Saturday, May 30, 2009

Parables, pictures and prayers from Kaş ...untidy cupboards

We gutted the flat last year. Did a lot of big work. This month is about finishing. Today I await the electrician who will do the last of the light fixtures, and another guy with a big drill who will put up toilet roll holders and all those other bathroom bits you only notice in their absence.

The kitchen is shiny new, completed after we left last June. But yesterday I noticed the cupboard under the sink is already a mess. Gas bottle, wadded grocery bags, cleaning stuff, garbage bin, an old dishpan. Stuffed, not stored.

I’m picky about cupboards. I get a little crazy when people misplace things. I’ve never told anyone before, but whenever I come home from a trip (usually in the middle of the night) I can’t settle until I go through the kitchen and put things back where I think they belong.

Still, here it is--pristine space already overfull and scrambled.

Have you ever been a guest in a home that whispers peace and rest? No distracting clutter, no untidy projects lying about. Nothing to hint what your host is reading, whether she has a hobby or a load of unfinished paperwork. Sometimes as I’ve moved from guest to friend, into that space where I am welcome to help in the kitchen, or to poke around and help myself to what I find, I discover the spacious outward order has been achieved by hurried heaping and closing the door. Or that doors hide jigsaw puzzles to be oh-so-carefully unpacked and repacked just to find a coffee mug, an iron, or the vacuum cleaner.

People can be like that, too. Outwardly calm, apparently at rest and full of spacious joy, while inside all is jumble and clutter. When we arrange our lives so that we are always in a hurry, leaving no margins to reflect and unwind the jumble to look for God’s Presence, His order in it all, our calm is worn like a mask to cover confusion, thoughtlessness, and an untidy intellect.

More often with me, I just cram too much in--too many projects, too many people, too much information. Good stuff, and I may keep it all compartmentalized and organized with lists, time-lines, journals and disciplined regimens of so-much-of-this-or-that-each-day. I can even be admired for my management skills, or for the sheer quantity I can pack in. But the result is the same. An inaccessible complexity obscures clarity of vision, unhurried listening, deep reflection and attentive prayer. I’m present, but I may not be truly available—to my Lord, or to the people He places before me.

O Lord, teach me the way of an uncluttered spirit—inside and out. Remind me to bring stuff to You to see whether it belongs in my cupboard before I dump it in. Discipline me to leave space—margins—to reflect on the jumble of my days, and to notice what good stuff I’m tempted to cram in so as to bury the best stuff, the building of Your Kingdom and the dwelling in Your presence so that I mirror that gracious spaciousness that is real, truly hospitable, and life-giving.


Task brief: Take from the records below each line that holds "icon".
[[ Data to process open ]]
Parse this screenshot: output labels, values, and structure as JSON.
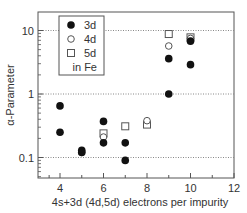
{
  "chart_data": {
    "type": "scatter",
    "title": "",
    "xlabel": "4s+3d (4d,5d) electrons per impurity",
    "ylabel": "α-Parameter",
    "xlim": [
      3,
      12
    ],
    "ylim": [
      0.05,
      20
    ],
    "yscale": "log",
    "x_ticks": [
      4,
      6,
      8,
      10,
      12
    ],
    "y_ticks": [
      0.1,
      1,
      10
    ],
    "y_tick_labels": [
      "0.1",
      "1",
      "10"
    ],
    "grid": "horizontal dotted at y ticks",
    "legend_position": "upper left",
    "legend_note": "in Fe",
    "series": [
      {
        "name": "3d",
        "marker": "filled-circle",
        "points": [
          [
            4,
            0.65
          ],
          [
            4,
            0.25
          ],
          [
            5,
            0.13
          ],
          [
            5,
            0.12
          ],
          [
            6,
            0.37
          ],
          [
            6,
            0.17
          ],
          [
            7,
            0.17
          ],
          [
            7,
            0.09
          ],
          [
            9,
            3.6
          ],
          [
            9,
            1.0
          ],
          [
            10,
            6.8
          ],
          [
            10,
            2.9
          ]
        ]
      },
      {
        "name": "4d",
        "marker": "open-circle",
        "points": [
          [
            5,
            0.12
          ],
          [
            6,
            0.21
          ],
          [
            8,
            0.38
          ],
          [
            9,
            5.7
          ],
          [
            10,
            7.5
          ]
        ]
      },
      {
        "name": "5d",
        "marker": "open-square",
        "points": [
          [
            6,
            0.24
          ],
          [
            7,
            0.31
          ],
          [
            8,
            0.33
          ],
          [
            9,
            8.8
          ],
          [
            10,
            7.8
          ]
        ]
      }
    ]
  },
  "legend": {
    "items": [
      {
        "label": "3d",
        "icon": "filled-circle-icon"
      },
      {
        "label": "4d",
        "icon": "open-circle-icon"
      },
      {
        "label": "5d",
        "icon": "open-square-icon"
      }
    ],
    "note": "in Fe"
  },
  "axes": {
    "xlabel": "4s+3d (4d,5d) electrons per impurity",
    "ylabel": "α-Parameter"
  }
}
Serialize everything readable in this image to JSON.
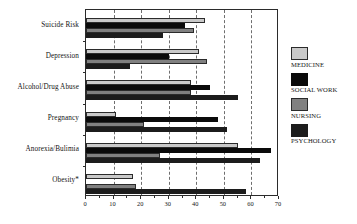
{
  "chart_data": {
    "type": "bar",
    "orientation": "horizontal",
    "title": "",
    "xlabel": "",
    "ylabel": "",
    "xlim": [
      0,
      70
    ],
    "xticks": [
      0,
      10,
      20,
      30,
      40,
      50,
      60,
      70
    ],
    "xtick_labels": [
      "0",
      "10",
      "20",
      "30",
      "40",
      "50",
      "60",
      "70"
    ],
    "minor_tick_step": 5,
    "grid": "vertical-dashed",
    "gridlines": [
      10,
      20,
      30,
      40,
      50,
      60
    ],
    "legend_position": "right",
    "categories": [
      "Suicide Risk",
      "Depression",
      "Alcohol/Drug Abuse",
      "Pregnancy",
      "Anorexia/Bulimia",
      "Obesity*"
    ],
    "series": [
      {
        "name": "MEDICINE",
        "color": "#c9c9c9",
        "values": [
          43,
          41,
          38,
          11,
          55,
          17
        ]
      },
      {
        "name": "SOCIAL WORK",
        "color": "#0a0a0a",
        "values": [
          36,
          30,
          45,
          48,
          67,
          0
        ]
      },
      {
        "name": "NURSING",
        "color": "#808080",
        "values": [
          39,
          44,
          38,
          21,
          27,
          18
        ]
      },
      {
        "name": "PSYCHOLOGY",
        "color": "#1c1c1c",
        "values": [
          28,
          16,
          55,
          51,
          63,
          58
        ]
      }
    ],
    "footnote": "*"
  },
  "legend": {
    "entries": [
      {
        "label": "MEDICINE",
        "swatch": "medicine"
      },
      {
        "label": "SOCIAL WORK",
        "swatch": "socialwork"
      },
      {
        "label": "NURSING",
        "swatch": "nursing"
      },
      {
        "label": "PSYCHOLOGY",
        "swatch": "psychology"
      }
    ]
  }
}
[[ Data to process closed ]]
Solved exercise:
        "icon": "filled-circle-icon"
        "icon": "open-circle-icon"
        "icon": "open-square-icon"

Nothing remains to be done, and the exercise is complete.